The German government said Wednesday it will bring down overall public debt in the coming years as robust economic growth and record employment enables it to keep its finances in the black.
The German finance ministry announced that Europe's biggest economy aims to cut overall debt to 61.5 percent of economic output by 2019 from 74.7 percent last year.

Nokia has struck a 15.6-billion-euro deal to buy its rival Alcatel-Lucent to create the world's biggest supplier of mobile phone network equipment, both firms said Wednesday.
The merger of two companies that were once new technology stars but have since lost some of their luster will produce a European champion able to take on Nokia's Swedish rival Ericsson or fierce Chinese competition.

Inflation in Germany, Europe's biggest economy, crept higher in March, final data showed on Wednesday.
The national consumer price index (CPI) rose by 0.3 percent year-on-year in March, up from 0.1 percent in February, the federal statistics office Destatis said in a statement.

Oil prices climbed in Asia for a fifth-straight trading day Wednesday following forecasts that U.S. shale production would likely decline and help ease a global supply glut, analysts said.
U.S. benchmark West Texas Intermediate for May delivery gained 35 cents to $53.64 and Brent crude for May rose 57 cents to $59.00 in afternoon trade.

A total of 57 countries have been approved as founding members of a Chinese-backed infrastructure bank, Beijing said Wednesday, and Norway is included despite frosty relations over a Chinese dissident's Nobel prize.
No nations that formally sought to become founding members of the Asian Infrastructure Investment Bank (AIIB) are known to have been refused. But Taiwan, the self-governing island that Beijing regards as part of its territory, had its application for founding membership rejected.

Europe's economic outlook is finally beginning to brighten a little. But don't expect European Central Bank head Mario Draghi to sound all that excited when he takes the stage Wednesday for his next news conference.
Draghi will sound a little cautious in order to discourage any thought that the bank might make an early exit from its 1.1 trillion euro ($1.2 trillion) monetary stimulus program slated to run through September 2016.

Britain's annual inflation rate languished at a record-low of zero in March, as falling clothing and gas prices were offset by gains for other products, official data showed Tuesday.
"The Consumer Prices Index (CPI) was unchanged in the year to March 2015, that is, a 12-month rate of 0.0 percent, the same rate as in the year to February 2015," the Office for National Statistics said in a statement.

Europe's battered financial sector is showing further signs of healing and the European Central Bank's raft of different policy measures are contributing to this, a key ECB survey showed on Tuesday.
The ECB said its quarterly bank lending survey showed that banks are easing credit standards for loans to enterprises, an encouraging sign, since the chronic weakness of credit activity in the euro area has previously been blamed for the absence of any noticeable recovery in the 19 countries that share the single currency.

Finland's Nokia is in advanced talks to acquire the wireless infrastructure business of telecom firm Alcatel-Lucent, reports said Monday.
The announcement of a deal could come "quickly", an unnamed source told French business newspaper Les Echos, while Bloomberg News quoted sources as saying Nokia could announce an agreement "as early as this week".

East Asia's developing economies led by China will grow slightly slower this year, with higher US interest rates and an appreciating dollar posing further risks to the region, the World Bank said Monday.
In its latest forecasts for the region, the bank said China's economy should expand by 7.1 percent in 2015, slower than the 7.2 percent rate projected in October and down from last year's 7.4 percent growth.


◆ WHAT TO WORK ON
Check every line of the data for the word "Outcomes", and copy those that have it.

◆ RAW DATA
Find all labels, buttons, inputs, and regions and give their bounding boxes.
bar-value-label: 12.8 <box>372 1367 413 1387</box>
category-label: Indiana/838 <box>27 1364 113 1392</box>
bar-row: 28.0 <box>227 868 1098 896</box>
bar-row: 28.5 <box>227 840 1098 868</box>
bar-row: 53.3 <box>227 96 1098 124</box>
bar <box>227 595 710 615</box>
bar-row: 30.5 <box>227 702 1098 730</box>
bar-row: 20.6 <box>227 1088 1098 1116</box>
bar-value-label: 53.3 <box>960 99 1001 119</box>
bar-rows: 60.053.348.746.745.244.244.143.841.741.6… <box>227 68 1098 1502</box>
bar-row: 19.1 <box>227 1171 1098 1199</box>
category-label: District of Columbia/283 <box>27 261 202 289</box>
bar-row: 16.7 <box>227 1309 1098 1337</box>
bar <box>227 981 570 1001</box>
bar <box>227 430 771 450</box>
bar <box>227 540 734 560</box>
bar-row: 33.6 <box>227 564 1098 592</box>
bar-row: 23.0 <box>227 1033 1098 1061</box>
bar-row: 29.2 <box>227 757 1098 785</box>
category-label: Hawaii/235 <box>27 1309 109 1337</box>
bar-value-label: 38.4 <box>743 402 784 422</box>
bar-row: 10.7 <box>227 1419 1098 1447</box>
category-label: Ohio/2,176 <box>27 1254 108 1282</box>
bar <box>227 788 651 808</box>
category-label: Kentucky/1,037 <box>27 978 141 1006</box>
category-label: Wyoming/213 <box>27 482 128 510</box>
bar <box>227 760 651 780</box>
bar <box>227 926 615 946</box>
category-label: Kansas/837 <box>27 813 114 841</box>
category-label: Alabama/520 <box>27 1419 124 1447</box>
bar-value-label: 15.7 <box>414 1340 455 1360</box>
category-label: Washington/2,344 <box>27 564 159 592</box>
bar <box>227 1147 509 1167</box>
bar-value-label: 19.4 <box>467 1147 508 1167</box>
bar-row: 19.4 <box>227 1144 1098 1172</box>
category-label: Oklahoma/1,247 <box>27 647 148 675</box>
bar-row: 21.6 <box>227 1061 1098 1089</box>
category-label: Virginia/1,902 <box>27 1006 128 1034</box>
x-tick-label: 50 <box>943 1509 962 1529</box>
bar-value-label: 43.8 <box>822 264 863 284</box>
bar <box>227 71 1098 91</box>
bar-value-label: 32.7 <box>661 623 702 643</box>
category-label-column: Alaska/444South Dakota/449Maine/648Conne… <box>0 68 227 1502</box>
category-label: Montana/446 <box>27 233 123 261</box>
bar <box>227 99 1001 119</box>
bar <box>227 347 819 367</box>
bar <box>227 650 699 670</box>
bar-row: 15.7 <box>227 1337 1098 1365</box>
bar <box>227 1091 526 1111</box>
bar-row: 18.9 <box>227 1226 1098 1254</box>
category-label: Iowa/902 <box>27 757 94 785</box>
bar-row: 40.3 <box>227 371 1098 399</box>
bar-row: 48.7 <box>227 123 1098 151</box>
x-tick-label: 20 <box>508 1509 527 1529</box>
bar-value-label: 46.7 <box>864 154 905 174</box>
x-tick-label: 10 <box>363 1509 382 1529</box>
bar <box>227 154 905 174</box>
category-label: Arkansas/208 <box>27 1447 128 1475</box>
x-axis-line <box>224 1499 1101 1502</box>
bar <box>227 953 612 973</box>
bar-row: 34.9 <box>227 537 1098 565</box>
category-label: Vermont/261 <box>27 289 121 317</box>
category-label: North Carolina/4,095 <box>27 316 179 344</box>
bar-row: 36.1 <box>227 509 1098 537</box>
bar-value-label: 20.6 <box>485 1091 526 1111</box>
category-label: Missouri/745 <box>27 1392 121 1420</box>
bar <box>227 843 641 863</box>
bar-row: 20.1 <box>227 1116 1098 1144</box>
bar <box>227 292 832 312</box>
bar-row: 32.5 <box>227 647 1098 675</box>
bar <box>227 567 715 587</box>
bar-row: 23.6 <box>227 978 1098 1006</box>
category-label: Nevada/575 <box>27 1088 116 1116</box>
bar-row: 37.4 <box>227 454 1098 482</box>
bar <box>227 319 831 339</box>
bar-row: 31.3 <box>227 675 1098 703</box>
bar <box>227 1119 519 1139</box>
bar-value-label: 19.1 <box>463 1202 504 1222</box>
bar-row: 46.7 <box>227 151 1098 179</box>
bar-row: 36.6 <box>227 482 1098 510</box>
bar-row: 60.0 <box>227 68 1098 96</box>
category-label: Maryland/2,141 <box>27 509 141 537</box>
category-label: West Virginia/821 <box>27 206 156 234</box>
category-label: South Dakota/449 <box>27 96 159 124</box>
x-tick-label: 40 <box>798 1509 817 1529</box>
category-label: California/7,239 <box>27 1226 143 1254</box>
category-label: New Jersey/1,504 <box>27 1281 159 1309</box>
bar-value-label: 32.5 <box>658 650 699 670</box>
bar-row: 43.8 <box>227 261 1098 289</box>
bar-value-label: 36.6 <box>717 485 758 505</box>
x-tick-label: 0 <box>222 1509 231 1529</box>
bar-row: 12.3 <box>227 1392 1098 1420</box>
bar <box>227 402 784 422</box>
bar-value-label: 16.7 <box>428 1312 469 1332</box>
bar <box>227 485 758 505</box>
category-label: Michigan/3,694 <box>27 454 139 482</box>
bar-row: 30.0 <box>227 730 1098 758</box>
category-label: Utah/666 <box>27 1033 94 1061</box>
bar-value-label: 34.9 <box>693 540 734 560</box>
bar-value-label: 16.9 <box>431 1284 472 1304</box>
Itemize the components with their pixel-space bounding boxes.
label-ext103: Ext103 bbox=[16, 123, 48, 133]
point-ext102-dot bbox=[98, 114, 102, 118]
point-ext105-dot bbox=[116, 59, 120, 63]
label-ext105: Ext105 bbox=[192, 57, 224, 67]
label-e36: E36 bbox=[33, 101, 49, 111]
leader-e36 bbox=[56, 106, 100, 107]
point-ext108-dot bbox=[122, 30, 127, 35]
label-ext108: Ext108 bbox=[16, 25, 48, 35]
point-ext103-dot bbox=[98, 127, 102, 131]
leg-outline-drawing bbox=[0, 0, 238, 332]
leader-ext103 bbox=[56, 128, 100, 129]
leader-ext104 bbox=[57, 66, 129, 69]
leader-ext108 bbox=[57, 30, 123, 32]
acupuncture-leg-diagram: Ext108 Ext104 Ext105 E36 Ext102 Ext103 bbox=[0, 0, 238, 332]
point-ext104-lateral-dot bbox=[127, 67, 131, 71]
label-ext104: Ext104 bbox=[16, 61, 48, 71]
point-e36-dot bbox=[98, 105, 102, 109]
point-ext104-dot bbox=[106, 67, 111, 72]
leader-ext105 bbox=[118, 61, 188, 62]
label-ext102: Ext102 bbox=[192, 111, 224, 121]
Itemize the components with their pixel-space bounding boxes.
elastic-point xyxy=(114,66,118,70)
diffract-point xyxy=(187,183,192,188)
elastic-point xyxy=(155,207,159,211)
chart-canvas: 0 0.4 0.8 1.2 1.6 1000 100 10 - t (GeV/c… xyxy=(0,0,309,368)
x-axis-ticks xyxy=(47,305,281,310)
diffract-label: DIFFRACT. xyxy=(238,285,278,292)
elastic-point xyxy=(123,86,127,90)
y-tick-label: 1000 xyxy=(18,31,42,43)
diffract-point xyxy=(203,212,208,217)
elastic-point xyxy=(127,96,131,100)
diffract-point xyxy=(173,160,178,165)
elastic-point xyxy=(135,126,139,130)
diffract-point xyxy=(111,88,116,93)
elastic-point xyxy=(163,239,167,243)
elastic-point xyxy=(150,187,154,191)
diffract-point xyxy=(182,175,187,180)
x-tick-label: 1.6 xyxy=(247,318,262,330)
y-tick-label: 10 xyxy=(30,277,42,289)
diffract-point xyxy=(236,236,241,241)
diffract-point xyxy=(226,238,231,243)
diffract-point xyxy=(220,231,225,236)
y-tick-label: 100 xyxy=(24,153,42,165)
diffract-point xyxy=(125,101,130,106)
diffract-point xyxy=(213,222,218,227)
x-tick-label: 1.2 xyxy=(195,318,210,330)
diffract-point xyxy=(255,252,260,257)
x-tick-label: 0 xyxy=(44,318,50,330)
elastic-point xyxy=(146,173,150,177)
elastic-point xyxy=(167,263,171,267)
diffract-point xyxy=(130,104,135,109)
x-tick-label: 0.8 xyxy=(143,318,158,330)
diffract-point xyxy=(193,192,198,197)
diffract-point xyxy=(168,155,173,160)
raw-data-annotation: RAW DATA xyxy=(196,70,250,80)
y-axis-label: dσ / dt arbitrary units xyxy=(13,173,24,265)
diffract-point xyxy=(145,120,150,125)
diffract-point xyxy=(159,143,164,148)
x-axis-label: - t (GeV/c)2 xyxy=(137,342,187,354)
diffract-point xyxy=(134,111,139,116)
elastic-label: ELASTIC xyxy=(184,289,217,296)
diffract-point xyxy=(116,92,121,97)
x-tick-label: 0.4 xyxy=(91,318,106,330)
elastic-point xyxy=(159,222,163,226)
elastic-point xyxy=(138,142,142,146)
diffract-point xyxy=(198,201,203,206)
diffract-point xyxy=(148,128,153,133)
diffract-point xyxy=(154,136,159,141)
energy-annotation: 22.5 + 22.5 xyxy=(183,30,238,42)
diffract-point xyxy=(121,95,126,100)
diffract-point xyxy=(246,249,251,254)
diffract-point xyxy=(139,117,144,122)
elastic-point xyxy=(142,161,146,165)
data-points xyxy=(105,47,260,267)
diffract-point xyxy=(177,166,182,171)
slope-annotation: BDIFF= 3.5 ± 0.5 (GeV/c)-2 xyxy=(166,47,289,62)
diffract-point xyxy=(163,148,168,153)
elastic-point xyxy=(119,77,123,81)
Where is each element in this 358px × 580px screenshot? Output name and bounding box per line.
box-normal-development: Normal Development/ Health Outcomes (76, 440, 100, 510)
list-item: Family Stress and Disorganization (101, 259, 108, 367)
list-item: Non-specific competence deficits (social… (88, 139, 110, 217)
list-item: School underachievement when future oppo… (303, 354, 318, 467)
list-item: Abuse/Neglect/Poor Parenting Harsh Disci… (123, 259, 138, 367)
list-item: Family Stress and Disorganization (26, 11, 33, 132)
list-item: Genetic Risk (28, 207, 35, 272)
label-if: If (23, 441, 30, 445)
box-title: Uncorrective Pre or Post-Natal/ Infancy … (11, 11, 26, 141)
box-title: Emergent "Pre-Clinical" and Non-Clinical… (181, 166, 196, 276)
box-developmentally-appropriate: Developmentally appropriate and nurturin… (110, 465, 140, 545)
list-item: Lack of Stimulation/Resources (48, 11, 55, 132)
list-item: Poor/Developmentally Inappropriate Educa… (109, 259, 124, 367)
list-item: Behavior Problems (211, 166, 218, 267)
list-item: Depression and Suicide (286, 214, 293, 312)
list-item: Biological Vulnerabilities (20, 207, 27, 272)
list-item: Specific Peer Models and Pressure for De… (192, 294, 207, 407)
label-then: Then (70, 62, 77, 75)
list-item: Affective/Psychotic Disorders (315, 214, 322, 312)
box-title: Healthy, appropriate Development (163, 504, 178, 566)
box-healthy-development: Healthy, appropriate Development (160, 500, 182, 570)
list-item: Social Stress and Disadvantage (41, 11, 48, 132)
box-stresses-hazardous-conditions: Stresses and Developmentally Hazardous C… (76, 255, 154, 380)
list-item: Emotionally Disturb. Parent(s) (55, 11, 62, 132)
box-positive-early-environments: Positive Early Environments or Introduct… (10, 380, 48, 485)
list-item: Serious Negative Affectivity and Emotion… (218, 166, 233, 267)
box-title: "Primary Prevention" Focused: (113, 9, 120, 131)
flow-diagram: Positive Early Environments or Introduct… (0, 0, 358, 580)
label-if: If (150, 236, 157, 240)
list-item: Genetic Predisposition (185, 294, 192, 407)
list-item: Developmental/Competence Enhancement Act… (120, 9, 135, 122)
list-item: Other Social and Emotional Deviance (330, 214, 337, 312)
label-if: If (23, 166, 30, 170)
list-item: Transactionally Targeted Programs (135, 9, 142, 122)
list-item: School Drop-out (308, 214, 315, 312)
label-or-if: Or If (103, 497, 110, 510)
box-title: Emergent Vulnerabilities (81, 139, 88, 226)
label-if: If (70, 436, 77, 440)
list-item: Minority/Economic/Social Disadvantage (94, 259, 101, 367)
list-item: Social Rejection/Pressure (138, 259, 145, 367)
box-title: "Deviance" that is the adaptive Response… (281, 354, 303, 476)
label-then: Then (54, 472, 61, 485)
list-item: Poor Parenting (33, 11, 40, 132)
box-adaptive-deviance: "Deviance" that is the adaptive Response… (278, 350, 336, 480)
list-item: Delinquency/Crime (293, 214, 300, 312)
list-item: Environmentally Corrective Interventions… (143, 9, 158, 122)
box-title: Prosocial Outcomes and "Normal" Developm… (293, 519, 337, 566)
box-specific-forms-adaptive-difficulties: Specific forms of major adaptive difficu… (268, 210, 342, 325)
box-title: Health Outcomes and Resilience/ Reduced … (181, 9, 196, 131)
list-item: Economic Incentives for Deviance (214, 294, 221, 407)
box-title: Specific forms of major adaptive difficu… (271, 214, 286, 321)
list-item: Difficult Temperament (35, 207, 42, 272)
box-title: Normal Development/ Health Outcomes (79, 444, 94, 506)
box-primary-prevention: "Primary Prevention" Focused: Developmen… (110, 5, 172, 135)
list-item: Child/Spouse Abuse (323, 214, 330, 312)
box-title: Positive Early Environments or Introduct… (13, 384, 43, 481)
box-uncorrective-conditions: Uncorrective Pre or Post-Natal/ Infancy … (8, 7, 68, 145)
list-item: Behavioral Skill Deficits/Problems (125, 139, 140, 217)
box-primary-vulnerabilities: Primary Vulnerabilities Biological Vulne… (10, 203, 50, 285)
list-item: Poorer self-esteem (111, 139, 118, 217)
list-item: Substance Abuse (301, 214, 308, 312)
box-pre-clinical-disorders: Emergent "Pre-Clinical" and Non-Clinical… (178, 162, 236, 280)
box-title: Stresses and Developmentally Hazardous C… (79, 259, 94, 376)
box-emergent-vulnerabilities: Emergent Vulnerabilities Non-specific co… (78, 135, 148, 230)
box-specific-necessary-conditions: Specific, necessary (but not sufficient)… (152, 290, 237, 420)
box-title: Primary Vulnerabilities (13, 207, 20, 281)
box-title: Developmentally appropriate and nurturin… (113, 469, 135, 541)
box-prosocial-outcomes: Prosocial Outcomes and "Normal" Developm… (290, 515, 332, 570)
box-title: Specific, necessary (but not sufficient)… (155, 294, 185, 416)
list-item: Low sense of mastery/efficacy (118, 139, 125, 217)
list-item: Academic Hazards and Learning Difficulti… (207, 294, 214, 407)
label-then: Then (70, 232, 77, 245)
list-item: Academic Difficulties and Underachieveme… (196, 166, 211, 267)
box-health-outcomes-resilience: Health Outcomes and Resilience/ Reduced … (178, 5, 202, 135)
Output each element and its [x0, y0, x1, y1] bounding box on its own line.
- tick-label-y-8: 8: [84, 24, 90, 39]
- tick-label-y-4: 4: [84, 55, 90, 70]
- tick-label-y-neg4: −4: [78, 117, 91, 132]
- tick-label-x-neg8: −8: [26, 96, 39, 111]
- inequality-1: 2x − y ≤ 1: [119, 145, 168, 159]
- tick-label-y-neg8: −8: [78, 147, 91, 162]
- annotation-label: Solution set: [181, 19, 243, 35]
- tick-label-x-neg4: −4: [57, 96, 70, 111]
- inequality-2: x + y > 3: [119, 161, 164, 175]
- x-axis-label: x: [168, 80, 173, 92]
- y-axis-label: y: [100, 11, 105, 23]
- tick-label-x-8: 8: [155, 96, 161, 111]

◆ WRITTEN RESPONSE
box-normal-development: Normal Development/ Health Outcomes (76, 440, 100, 510)
box-title: Prosocial Outcomes and "Normal" Developm… (293, 519, 337, 566)
box-title: Health Outcomes and Resilience/ Reduced … (181, 9, 196, 131)
box-title: Normal Development/ Health Outcomes (79, 444, 94, 506)
box-prosocial-outcomes: Prosocial Outcomes and "Normal" Developm… (290, 515, 332, 570)
box-health-outcomes-resilience: Health Outcomes and Resilience/ Reduced … (178, 5, 202, 135)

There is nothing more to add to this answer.